This time using a background environment I built in Vue.
This includes HDR illumination, and is pretty high resolution all the way round, apart from the areas near the top and bottom or the sky/ground which the camera is unlikely to point at…
This is an attempt to do an image in the style of Bruce Pennington. I had in mind as a possible book cover for a new book in A E van Vogt’s series of Null-A novels.
There’s a lot of software used for these two – the landscape was done in Vue, as was the back plate image which was rendered separately.The figure of the emperor was done with Daz Studio, and exported, then the whole lot was pulled together in Lightwave 3d.
I decided to rerender some old Vue scenes from years back, to try new atmosphere’s on them, and see if I’d learned enough to make some useful tweaks.
Here are the results of revisiting a “flooded elven village” scene from many years back…
I’ve now started working through a full “Geek at play” tutorial from SF Epic Landscapes, the Two Moons one.
Initial impressions of the tutorials are somewhat mixed – they seem to assume a basic knowledge of Vue’s Nodes, which I don’t have. And the changes in the software make it very difficult to just copy the buttons to click on, as many have moved around or seem to behave subtly differently…
For all that though, I feel I am getting there. It’s hard work, but I am very pleased with the procedural terrain I was trying to create! This had definite tweaks from the example, which I am fairly pleased with.
The surface was simple, but my interface looked so different I ended up using a canned desert terrain surface preset, and shifting the colour. And all I was truing to do was apply a simple vertical gradient – I have always found Vue surfacing confusing.
One of the great things I really like in vue is it provides an ‘overall’ colour, even for really complex surfaces. And you can shift this to adjust the intensity and shade of the whole shebang with one simple click.
This example also renders really nice and quickly, which makes for fast updating previews, and is very good for tweaking parameters.
Anyway, I’m part way through the tutorial, here are two images from my work on it so far.
I did these images a while back, for a CD by my friend the musician Javi Canovas, “Desert Dawn”.
They were done with the software “Vue”, which delivered its usual mixture of the wonderfully impressive, and the ridiculously frustrating.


■ **YOUR INSTRUCTIONS**
Across the entries below, how many lines contain the string "title"? Give only the count.

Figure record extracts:
---
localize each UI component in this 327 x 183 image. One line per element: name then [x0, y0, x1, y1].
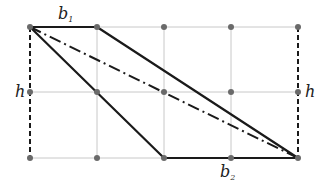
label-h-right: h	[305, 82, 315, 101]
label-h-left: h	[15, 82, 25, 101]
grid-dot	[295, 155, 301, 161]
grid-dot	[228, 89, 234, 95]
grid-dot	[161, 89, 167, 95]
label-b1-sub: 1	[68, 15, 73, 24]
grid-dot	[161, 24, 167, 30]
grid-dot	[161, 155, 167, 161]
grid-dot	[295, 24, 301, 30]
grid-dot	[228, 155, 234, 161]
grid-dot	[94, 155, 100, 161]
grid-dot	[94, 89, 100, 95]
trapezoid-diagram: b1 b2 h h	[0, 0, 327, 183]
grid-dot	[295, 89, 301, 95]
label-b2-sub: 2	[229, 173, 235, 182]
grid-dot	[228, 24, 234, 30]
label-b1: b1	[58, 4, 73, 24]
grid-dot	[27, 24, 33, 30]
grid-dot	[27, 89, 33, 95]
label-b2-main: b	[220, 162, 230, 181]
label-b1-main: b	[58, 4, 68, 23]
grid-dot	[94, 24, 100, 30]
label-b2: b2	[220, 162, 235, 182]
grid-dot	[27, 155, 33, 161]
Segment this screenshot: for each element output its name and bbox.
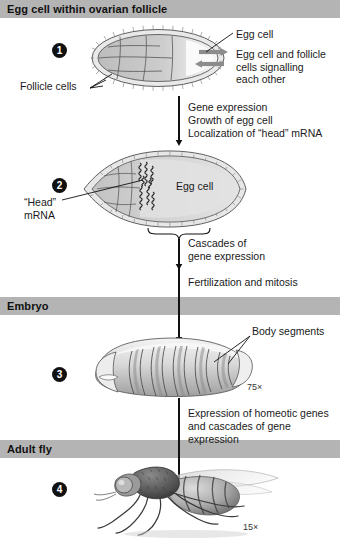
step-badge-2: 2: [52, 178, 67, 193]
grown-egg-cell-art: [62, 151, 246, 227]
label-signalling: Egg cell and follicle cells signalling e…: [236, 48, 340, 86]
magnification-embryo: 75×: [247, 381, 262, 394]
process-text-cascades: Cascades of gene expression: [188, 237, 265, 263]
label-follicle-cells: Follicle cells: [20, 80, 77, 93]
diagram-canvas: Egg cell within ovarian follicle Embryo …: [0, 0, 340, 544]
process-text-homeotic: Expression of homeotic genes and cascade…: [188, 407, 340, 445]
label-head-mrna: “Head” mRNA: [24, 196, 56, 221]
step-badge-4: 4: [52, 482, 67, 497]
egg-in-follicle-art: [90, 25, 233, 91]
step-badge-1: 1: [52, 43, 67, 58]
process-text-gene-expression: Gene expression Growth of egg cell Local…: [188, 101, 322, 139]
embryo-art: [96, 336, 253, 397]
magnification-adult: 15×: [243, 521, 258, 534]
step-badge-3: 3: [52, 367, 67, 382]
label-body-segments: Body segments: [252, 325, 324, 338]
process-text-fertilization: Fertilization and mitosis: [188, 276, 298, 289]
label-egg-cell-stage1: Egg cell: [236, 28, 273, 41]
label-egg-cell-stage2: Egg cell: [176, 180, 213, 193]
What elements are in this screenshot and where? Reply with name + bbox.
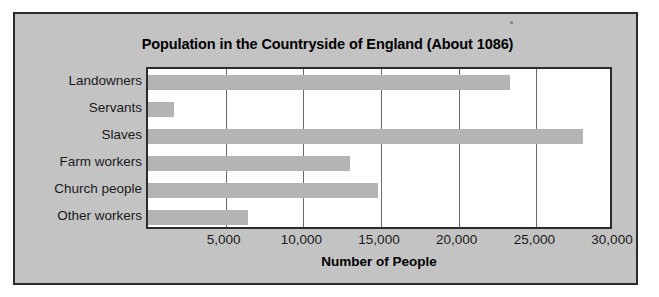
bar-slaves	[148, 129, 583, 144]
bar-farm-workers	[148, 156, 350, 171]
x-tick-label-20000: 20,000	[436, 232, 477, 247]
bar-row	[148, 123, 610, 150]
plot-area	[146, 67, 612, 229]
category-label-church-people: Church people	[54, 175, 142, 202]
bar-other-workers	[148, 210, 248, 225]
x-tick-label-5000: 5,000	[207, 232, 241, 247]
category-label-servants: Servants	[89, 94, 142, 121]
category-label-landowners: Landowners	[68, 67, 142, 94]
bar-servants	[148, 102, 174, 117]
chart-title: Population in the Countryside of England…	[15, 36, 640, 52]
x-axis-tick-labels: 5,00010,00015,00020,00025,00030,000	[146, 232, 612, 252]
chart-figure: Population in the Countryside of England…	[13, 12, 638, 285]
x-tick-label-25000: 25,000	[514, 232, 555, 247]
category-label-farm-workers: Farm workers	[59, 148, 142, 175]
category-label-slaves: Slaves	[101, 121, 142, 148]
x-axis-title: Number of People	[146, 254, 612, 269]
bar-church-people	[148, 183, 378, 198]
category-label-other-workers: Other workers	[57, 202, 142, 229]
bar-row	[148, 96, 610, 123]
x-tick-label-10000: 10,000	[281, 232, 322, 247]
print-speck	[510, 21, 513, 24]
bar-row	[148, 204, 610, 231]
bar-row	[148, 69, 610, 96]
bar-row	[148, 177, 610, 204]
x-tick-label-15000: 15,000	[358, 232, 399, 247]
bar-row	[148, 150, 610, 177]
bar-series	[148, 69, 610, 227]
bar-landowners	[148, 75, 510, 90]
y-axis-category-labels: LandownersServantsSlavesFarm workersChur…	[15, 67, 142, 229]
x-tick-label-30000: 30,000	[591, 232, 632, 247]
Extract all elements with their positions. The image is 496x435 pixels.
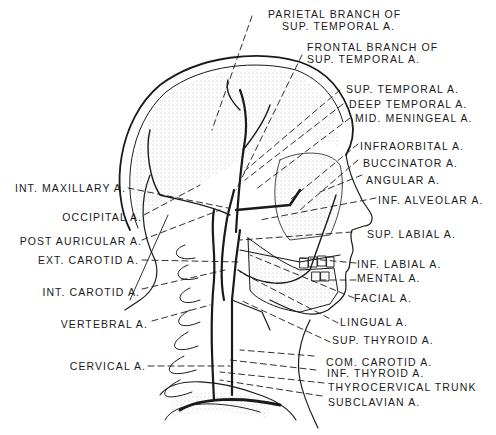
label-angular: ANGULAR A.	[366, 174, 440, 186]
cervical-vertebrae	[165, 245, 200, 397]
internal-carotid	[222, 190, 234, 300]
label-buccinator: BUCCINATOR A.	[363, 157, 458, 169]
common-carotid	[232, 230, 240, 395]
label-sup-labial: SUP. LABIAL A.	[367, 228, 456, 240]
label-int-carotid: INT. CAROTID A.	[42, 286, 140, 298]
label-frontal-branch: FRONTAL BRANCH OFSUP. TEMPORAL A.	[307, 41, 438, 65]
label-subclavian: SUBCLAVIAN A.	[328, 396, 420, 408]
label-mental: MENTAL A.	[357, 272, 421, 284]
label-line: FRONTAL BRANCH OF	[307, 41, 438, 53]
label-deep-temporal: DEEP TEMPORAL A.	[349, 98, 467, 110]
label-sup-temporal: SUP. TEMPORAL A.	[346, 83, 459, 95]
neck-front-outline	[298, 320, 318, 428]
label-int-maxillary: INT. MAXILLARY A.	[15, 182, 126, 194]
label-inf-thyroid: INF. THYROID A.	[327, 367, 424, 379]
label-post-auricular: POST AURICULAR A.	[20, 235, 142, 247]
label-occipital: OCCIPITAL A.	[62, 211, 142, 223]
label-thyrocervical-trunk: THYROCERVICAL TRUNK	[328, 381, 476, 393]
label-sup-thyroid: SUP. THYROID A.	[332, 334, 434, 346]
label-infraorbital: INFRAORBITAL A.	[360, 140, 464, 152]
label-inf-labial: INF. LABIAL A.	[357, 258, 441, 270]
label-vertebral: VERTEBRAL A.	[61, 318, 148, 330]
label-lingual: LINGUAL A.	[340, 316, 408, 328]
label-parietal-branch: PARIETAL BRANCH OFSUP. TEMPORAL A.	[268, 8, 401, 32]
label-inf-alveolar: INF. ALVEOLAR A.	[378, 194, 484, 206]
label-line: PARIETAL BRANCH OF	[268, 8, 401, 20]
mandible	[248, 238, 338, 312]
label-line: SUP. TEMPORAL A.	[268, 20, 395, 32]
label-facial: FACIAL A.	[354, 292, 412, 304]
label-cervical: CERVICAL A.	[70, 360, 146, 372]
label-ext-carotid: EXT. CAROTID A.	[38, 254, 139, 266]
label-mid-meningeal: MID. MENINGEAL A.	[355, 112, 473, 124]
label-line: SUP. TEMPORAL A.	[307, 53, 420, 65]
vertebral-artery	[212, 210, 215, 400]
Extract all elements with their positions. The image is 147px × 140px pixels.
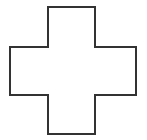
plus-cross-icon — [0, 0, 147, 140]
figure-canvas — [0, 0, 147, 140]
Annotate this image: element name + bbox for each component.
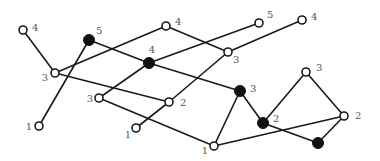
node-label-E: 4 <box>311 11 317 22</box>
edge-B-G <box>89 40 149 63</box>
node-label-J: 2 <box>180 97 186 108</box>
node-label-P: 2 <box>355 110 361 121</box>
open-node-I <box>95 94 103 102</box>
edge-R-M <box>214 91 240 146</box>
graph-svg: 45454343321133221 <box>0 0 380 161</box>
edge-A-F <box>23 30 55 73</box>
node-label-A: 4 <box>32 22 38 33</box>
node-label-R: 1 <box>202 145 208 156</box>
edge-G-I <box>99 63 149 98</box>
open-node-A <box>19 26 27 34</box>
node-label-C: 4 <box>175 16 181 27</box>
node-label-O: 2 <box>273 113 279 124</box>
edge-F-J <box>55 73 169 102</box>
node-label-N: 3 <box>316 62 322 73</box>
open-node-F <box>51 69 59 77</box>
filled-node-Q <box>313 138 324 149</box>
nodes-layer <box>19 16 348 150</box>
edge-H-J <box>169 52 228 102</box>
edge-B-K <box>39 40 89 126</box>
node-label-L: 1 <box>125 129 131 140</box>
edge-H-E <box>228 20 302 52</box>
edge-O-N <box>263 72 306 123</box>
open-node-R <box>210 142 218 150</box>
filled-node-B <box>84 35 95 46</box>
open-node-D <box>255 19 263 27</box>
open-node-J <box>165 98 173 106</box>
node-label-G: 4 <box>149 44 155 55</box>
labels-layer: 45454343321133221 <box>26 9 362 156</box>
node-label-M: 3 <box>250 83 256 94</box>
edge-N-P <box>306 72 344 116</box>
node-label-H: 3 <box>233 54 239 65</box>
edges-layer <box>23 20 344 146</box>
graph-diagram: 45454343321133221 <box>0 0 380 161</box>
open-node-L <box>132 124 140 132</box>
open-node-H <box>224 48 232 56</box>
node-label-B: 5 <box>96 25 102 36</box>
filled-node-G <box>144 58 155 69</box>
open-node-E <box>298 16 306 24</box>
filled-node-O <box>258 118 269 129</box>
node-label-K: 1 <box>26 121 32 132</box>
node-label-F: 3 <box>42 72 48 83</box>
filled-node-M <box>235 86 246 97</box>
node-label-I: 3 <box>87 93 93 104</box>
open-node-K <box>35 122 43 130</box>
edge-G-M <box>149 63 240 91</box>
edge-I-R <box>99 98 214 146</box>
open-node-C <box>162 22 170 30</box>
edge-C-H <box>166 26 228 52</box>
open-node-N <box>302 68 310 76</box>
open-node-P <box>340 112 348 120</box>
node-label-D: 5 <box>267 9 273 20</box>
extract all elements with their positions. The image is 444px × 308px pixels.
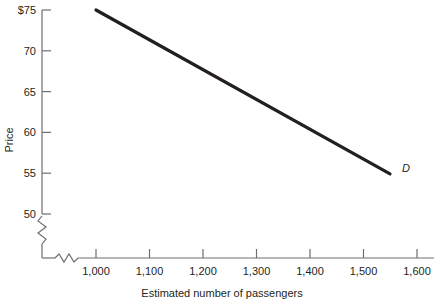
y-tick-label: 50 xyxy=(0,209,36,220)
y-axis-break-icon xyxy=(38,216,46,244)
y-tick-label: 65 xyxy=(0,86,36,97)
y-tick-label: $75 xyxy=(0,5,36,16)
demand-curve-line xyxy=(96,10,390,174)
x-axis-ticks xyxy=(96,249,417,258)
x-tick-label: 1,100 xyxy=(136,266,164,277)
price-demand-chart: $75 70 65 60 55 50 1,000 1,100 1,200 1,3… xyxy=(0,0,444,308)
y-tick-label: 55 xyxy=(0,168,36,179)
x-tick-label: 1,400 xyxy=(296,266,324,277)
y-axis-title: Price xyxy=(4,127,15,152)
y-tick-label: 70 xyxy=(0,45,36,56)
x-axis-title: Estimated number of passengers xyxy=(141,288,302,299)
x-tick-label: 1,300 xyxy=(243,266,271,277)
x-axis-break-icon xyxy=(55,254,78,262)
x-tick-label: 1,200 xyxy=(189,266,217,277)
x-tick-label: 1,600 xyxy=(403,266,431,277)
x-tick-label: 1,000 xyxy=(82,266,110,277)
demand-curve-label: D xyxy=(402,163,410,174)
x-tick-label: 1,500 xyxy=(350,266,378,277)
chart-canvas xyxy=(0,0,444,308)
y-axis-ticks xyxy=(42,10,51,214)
---
■ **SOLUTION**
4